“The first big stumble will have everyone running for the exits.”
“I know a bubble when I see one.”
That’s what Sen. Elizabeth Warren (D-MA), who led the push to create a new consumer financial regulator after the 2008 recession, told a crowd at a Vanderbilt Policy Accelerator event in Washington, DC on Wednesday. Warren warned of what she called “striking” parallels to that crisis in the AI industry. While she believes the technology has “enormous potential,” she cautioned that AI companies’ extensive spending and borrowing practices are creating a volatile situation and Congress should intervene.
Even though the AI industry has grown rapidly, Warren said the pace isn’t keeping up with their spending, prompting them to borrow from opaque sources like private credit funds, lacking the regulatory oversight that traditional banks face. “If AI companies are unable to increase revenues with lightning speed, they won’t be able to service their massive debt loads,” Warren stated. “And because of shady accounting strategies, the first big stumble will have everyone running for the exits, potentially triggering destabilizing losses in the financial sector and another 2008-style financial crisis.”
AI companies have financed themselves in a way that connects their survival to many other sources: local banks, insurance funds, pension funds. Warren likens it to someone scaling a mountain with a rope tied around their waist connected to multiple anchors — if they fall, everything crumbles. Her solution? “Cut the rope. No rope for AI.”
She compared her proposal to the Glass-Steagall Act, which separated riskier investments from commercial banking. Warren also advocates for a new digital regulator to lead on antitrust, privacy, and consumer protection enforcement and for Congress to refuse to rescue the industry if it falters. “We cannot overstate the importance of accountability,” she emphasized.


§ **What you will do**: From the line containing "Localize all elements." through the last line of the entries below, transcribe each line exactly, excluding any picture.

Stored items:
►

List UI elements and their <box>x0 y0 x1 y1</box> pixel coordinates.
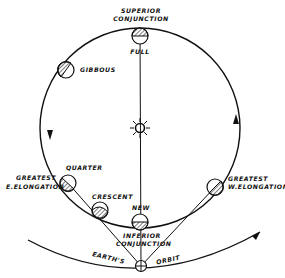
label-inferior: INFERIOR <box>120 232 164 239</box>
orbit-arrow-icon <box>252 232 260 240</box>
label-new: NEW <box>128 204 154 211</box>
planet-crescent <box>92 202 108 219</box>
label-gibbous: GIBBOUS <box>80 66 116 73</box>
label-quarter: QUARTER <box>66 164 103 171</box>
label-w-elongation: W.ELONGATION <box>228 183 285 190</box>
planet-new <box>132 214 148 230</box>
planet-superior-conjunction <box>132 28 148 44</box>
planet-west-elongation <box>207 179 223 195</box>
planet-gibbous <box>57 61 74 78</box>
label-greatest-w: GREATEST <box>228 175 268 182</box>
label-full: FULL <box>125 48 155 55</box>
orbit-arrow-icon <box>47 130 53 140</box>
label-inferior-conjunction: CONJUNCTION <box>116 240 170 247</box>
label-greatest-e: GREATEST <box>16 174 56 181</box>
orbit-arrow-icon <box>233 114 239 124</box>
label-crescent: CRESCENT <box>92 193 133 200</box>
label-conjunction: CONJUNCTION <box>108 15 174 22</box>
label-superior: SUPERIOR <box>112 7 170 14</box>
sight-line-superior <box>140 30 141 266</box>
label-e-elongation: E.ELONGATION <box>6 183 64 190</box>
earth-icon <box>136 261 147 272</box>
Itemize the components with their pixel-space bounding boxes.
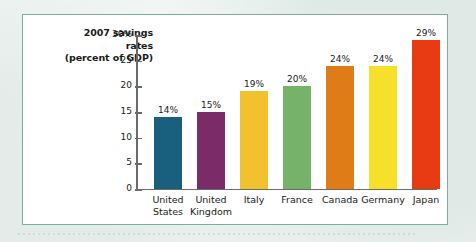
y-axis-tick: 20	[101, 86, 142, 87]
y-axis-tick-mark	[135, 189, 142, 191]
bar-value-label: 19%	[244, 79, 264, 89]
figure-page: 2007 savings rates (percent of GDP) 30%2…	[0, 0, 476, 242]
bar-value-label: 15%	[201, 100, 221, 110]
y-axis-tick-label: 5	[126, 157, 132, 167]
y-axis-tick-mark	[135, 35, 142, 37]
y-axis-tick-label: 20	[121, 80, 132, 90]
x-axis-category-label-line: Japan	[397, 194, 455, 206]
bar-value-label: 20%	[287, 74, 307, 84]
bar-value-label: 29%	[416, 28, 436, 38]
bar-value-label: 14%	[158, 105, 178, 115]
bar	[197, 112, 225, 189]
y-axis-tick: 15	[101, 112, 142, 113]
chart-figure-frame: 2007 savings rates (percent of GDP) 30%2…	[22, 14, 448, 225]
bar	[369, 66, 397, 189]
y-axis-tick-mark	[135, 61, 142, 63]
y-axis-tick-label: 15	[121, 106, 132, 116]
page-dotted-rule	[18, 233, 418, 235]
y-axis-tick: 10	[101, 138, 142, 139]
bar	[240, 91, 268, 189]
y-axis-tick-label: 10	[121, 132, 132, 142]
bar-value-label: 24%	[373, 54, 393, 64]
bar	[326, 66, 354, 189]
y-axis-tick-label: 25	[121, 55, 132, 65]
x-axis-category-label: Japan	[397, 194, 455, 206]
y-axis-tick: 5	[101, 163, 142, 164]
bar-group: 29%	[397, 40, 455, 189]
y-axis-tick: 30%	[101, 35, 142, 36]
y-axis-tick-label: 30%	[112, 29, 132, 39]
y-axis-tick-mark	[135, 112, 142, 114]
y-axis-tick: 25	[101, 61, 142, 62]
bar	[412, 40, 440, 189]
x-axis-category-label-line: Kingdom	[182, 206, 240, 218]
y-axis-tick: 0	[101, 189, 142, 190]
bar-value-label: 24%	[330, 54, 350, 64]
plot-area: 30%2520151050 14%15%19%20%24%24%29% Unit…	[23, 15, 447, 224]
bar	[154, 117, 182, 189]
bar	[283, 86, 311, 189]
y-axis-tick-label: 0	[126, 183, 132, 193]
y-axis-tick-mark	[135, 86, 142, 88]
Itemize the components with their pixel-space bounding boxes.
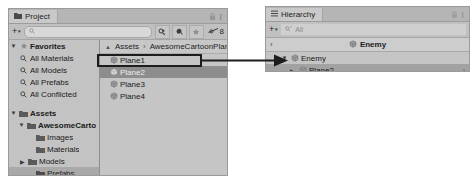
chevron-down-icon: ▾ [18, 29, 21, 34]
prefab-icon [108, 92, 119, 100]
asset-item-label: Plane2 [120, 68, 145, 77]
folder-icon [18, 110, 29, 117]
prefab-breadcrumb-title: Enemy [360, 40, 386, 49]
favorite-item-all-models[interactable]: All Models [9, 64, 99, 76]
tree-group-assets-label: Assets [30, 109, 56, 118]
chevron-down-icon[interactable]: ▼ [9, 43, 18, 49]
asset-item-label: Plane4 [120, 92, 145, 101]
asset-item-plane4[interactable]: Plane4 [100, 90, 227, 102]
hierarchy-search-input[interactable]: All [281, 24, 466, 35]
folder-icon [26, 122, 37, 129]
hierarchy-item-label: Enemy [301, 54, 326, 63]
folder-icon [35, 170, 46, 177]
chevron-down-icon[interactable]: ▼ [280, 55, 289, 61]
chevron-down-icon[interactable]: ▼ [9, 110, 18, 116]
asset-item-label: Plane1 [120, 56, 145, 65]
prefab-icon [297, 66, 308, 72]
create-gameobject-plus: + [269, 25, 274, 34]
tab-project[interactable]: Project [9, 10, 58, 23]
breadcrumb-root[interactable]: Assets [115, 42, 139, 51]
asset-item-plane1[interactable]: Plane1 [100, 54, 227, 66]
prefab-back-button[interactable]: ‹ [270, 38, 273, 51]
prefab-icon [289, 54, 300, 62]
hierarchy-item-plane2[interactable]: ▶ Plane2 › [266, 64, 469, 72]
asset-type-icon[interactable] [172, 25, 187, 39]
chevron-right-icon[interactable]: › [463, 67, 469, 73]
star-icon [18, 42, 29, 50]
asset-item-plane2[interactable]: Plane2 [100, 66, 227, 78]
prefab-icon [108, 80, 119, 88]
hierarchy-tree: ▼ Enemy ▶ Plane2 › [266, 52, 469, 72]
hierarchy-item-enemy[interactable]: ▼ Enemy [266, 52, 469, 64]
favorite-item-label: All Prefabs [30, 78, 69, 87]
tree-folder-label: Models [39, 157, 65, 166]
hierarchy-tab-right-icons [451, 6, 469, 23]
label-icon[interactable] [189, 25, 204, 39]
create-gameobject-button[interactable]: + ▾ [269, 25, 278, 34]
tab-hierarchy-label: Hierarchy [281, 10, 315, 19]
project-tree-column: ▼ Favorites [9, 40, 100, 176]
favorite-item-label: All Conflicted [30, 90, 77, 99]
favorite-item-label: All Materials [30, 54, 74, 63]
prefab-icon [108, 56, 119, 64]
panel-menu-icon[interactable] [461, 6, 465, 23]
search-icon [29, 28, 35, 35]
tree-folder-prefabs[interactable]: Prefabs [9, 167, 99, 176]
favorite-search-icon[interactable] [155, 25, 170, 39]
create-asset-button[interactable]: + ▾ [12, 27, 21, 36]
lock-icon[interactable] [451, 6, 458, 23]
breadcrumb-current[interactable]: AwesomeCartoonPlan [150, 42, 227, 51]
search-icon [18, 91, 29, 98]
tree-group-favorites[interactable]: ▼ Favorites [9, 40, 99, 52]
project-search-input[interactable] [24, 26, 151, 38]
favorite-item-all-materials[interactable]: All Materials [9, 52, 99, 64]
project-asset-list-column: ▲ Assets › AwesomeCartoonPlan Plane1 [100, 40, 227, 176]
prefab-breadcrumb-center[interactable]: Enemy [266, 40, 469, 50]
hierarchy-toolbar: + ▾ All [266, 22, 469, 38]
favorite-item-all-conflicted[interactable]: All Conflicted [9, 88, 99, 100]
asset-item-plane3[interactable]: Plane3 [100, 78, 227, 90]
tree-folder-images[interactable]: Images [9, 131, 99, 143]
slider-icon [208, 27, 219, 37]
folder-icon [14, 12, 22, 21]
tree-group-favorites-label: Favorites [30, 42, 66, 51]
prefab-icon [108, 68, 119, 76]
tree-folder-awesomecartoon[interactable]: ▼ AwesomeCarto [9, 119, 99, 131]
project-tab-right-icons [209, 8, 227, 25]
asset-list: Plane1 Plane2 [100, 54, 227, 102]
tree-folder-materials[interactable]: Materials [9, 143, 99, 155]
project-panel: Project + ▾ [8, 8, 228, 176]
thumbnail-size-slider[interactable]: 8 [206, 27, 224, 37]
tree-folder-models[interactable]: ▶ Models [9, 155, 99, 167]
hierarchy-icon [271, 10, 278, 19]
tab-project-label: Project [25, 12, 50, 21]
chevron-right-icon[interactable]: ▶ [288, 67, 297, 73]
tab-hierarchy[interactable]: Hierarchy [266, 8, 323, 21]
thumbnail-size-value: 8 [220, 27, 224, 36]
hierarchy-filter-label: All [295, 26, 303, 33]
asset-item-label: Plane3 [120, 80, 145, 89]
prefab-icon [349, 40, 357, 50]
screenshot-root: Project + ▾ [0, 0, 476, 185]
chevron-up-icon[interactable]: ▲ [105, 44, 111, 50]
search-icon [18, 79, 29, 86]
tree-group-assets[interactable]: ▼ Assets [9, 107, 99, 119]
favorite-item-all-prefabs[interactable]: All Prefabs [9, 76, 99, 88]
hierarchy-prefab-breadcrumb: ‹ Enemy [266, 38, 469, 52]
chevron-right-icon[interactable]: ▶ [18, 158, 27, 165]
tree-folder-label: AwesomeCarto [38, 121, 96, 130]
tree-folder-label: Materials [47, 145, 79, 154]
folder-icon [27, 158, 38, 165]
favorite-item-label: All Models [30, 66, 67, 75]
project-body: ▼ Favorites [9, 40, 227, 176]
create-asset-plus: + [12, 27, 17, 36]
panel-menu-icon[interactable] [219, 8, 223, 25]
chevron-down-icon: ▾ [275, 27, 278, 32]
hierarchy-tabstrip: Hierarchy [266, 7, 469, 22]
tree-spacer [9, 100, 99, 107]
search-icon [18, 55, 29, 62]
lock-icon[interactable] [209, 8, 216, 25]
chevron-down-icon[interactable]: ▼ [17, 122, 26, 128]
hierarchy-item-label: Plane2 [309, 66, 334, 73]
tree-folder-label: Prefabs [47, 169, 75, 177]
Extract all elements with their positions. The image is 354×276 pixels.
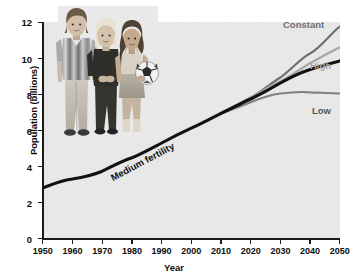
series-label-low: Low [312,105,331,116]
y-tick-label: 2 [6,198,32,209]
x-tick-label: 2050 [323,246,354,256]
three-children-photo [56,6,159,142]
y-tick-label: 0 [6,234,32,245]
x-axis-title: Year [0,262,348,273]
y-tick-label: 12 [6,17,32,28]
series-label-high: High [310,60,331,71]
series-label-constant: Constant [283,19,324,30]
y-axis-title: Population (billions) [28,31,39,191]
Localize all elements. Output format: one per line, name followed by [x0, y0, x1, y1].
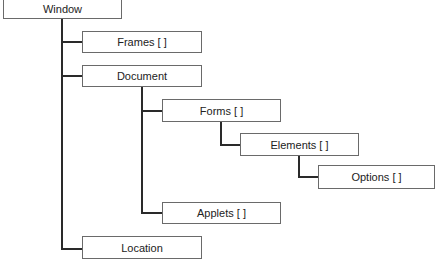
node-location: Location	[82, 236, 202, 259]
connector-elements-trunk	[298, 155, 300, 178]
connector-window-trunk	[61, 18, 63, 250]
connector-document-applets	[141, 212, 163, 214]
node-document: Document	[82, 65, 202, 87]
node-elements: Elements [ ]	[240, 133, 359, 156]
connector-elements-options	[298, 176, 319, 178]
connector-document-forms	[141, 110, 163, 112]
connector-window-frames	[61, 41, 83, 43]
node-applets: Applets [ ]	[162, 202, 281, 224]
node-window: Window	[3, 0, 122, 19]
connector-document-trunk	[141, 86, 143, 213]
node-forms: Forms [ ]	[162, 99, 281, 122]
connector-forms-trunk	[220, 121, 222, 146]
connector-window-document	[61, 75, 83, 77]
node-frames: Frames [ ]	[82, 31, 202, 53]
connector-window-location	[61, 248, 83, 250]
node-options: Options [ ]	[318, 165, 435, 189]
connector-forms-elements	[220, 144, 242, 146]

◄

§ **Result for this exercise**:
Localize all elements. Output format: one per line, name followed by [x0, y0, x1, y1].
node-location: Location	[82, 236, 202, 259]
connector-elements-trunk	[298, 155, 300, 178]
connector-window-trunk	[61, 18, 63, 250]
connector-document-applets	[141, 212, 163, 214]
node-document: Document	[82, 65, 202, 87]
node-elements: Elements [ ]	[240, 133, 359, 156]
connector-elements-options	[298, 176, 319, 178]
connector-document-forms	[141, 110, 163, 112]
connector-window-frames	[61, 41, 83, 43]
node-applets: Applets [ ]	[162, 202, 281, 224]
node-window: Window	[3, 0, 122, 19]
connector-document-trunk	[141, 86, 143, 213]
node-forms: Forms [ ]	[162, 99, 281, 122]
connector-forms-trunk	[220, 121, 222, 146]
connector-window-document	[61, 75, 83, 77]
node-frames: Frames [ ]	[82, 31, 202, 53]
connector-window-location	[61, 248, 83, 250]
node-options: Options [ ]	[318, 165, 435, 189]
connector-forms-elements	[220, 144, 242, 146]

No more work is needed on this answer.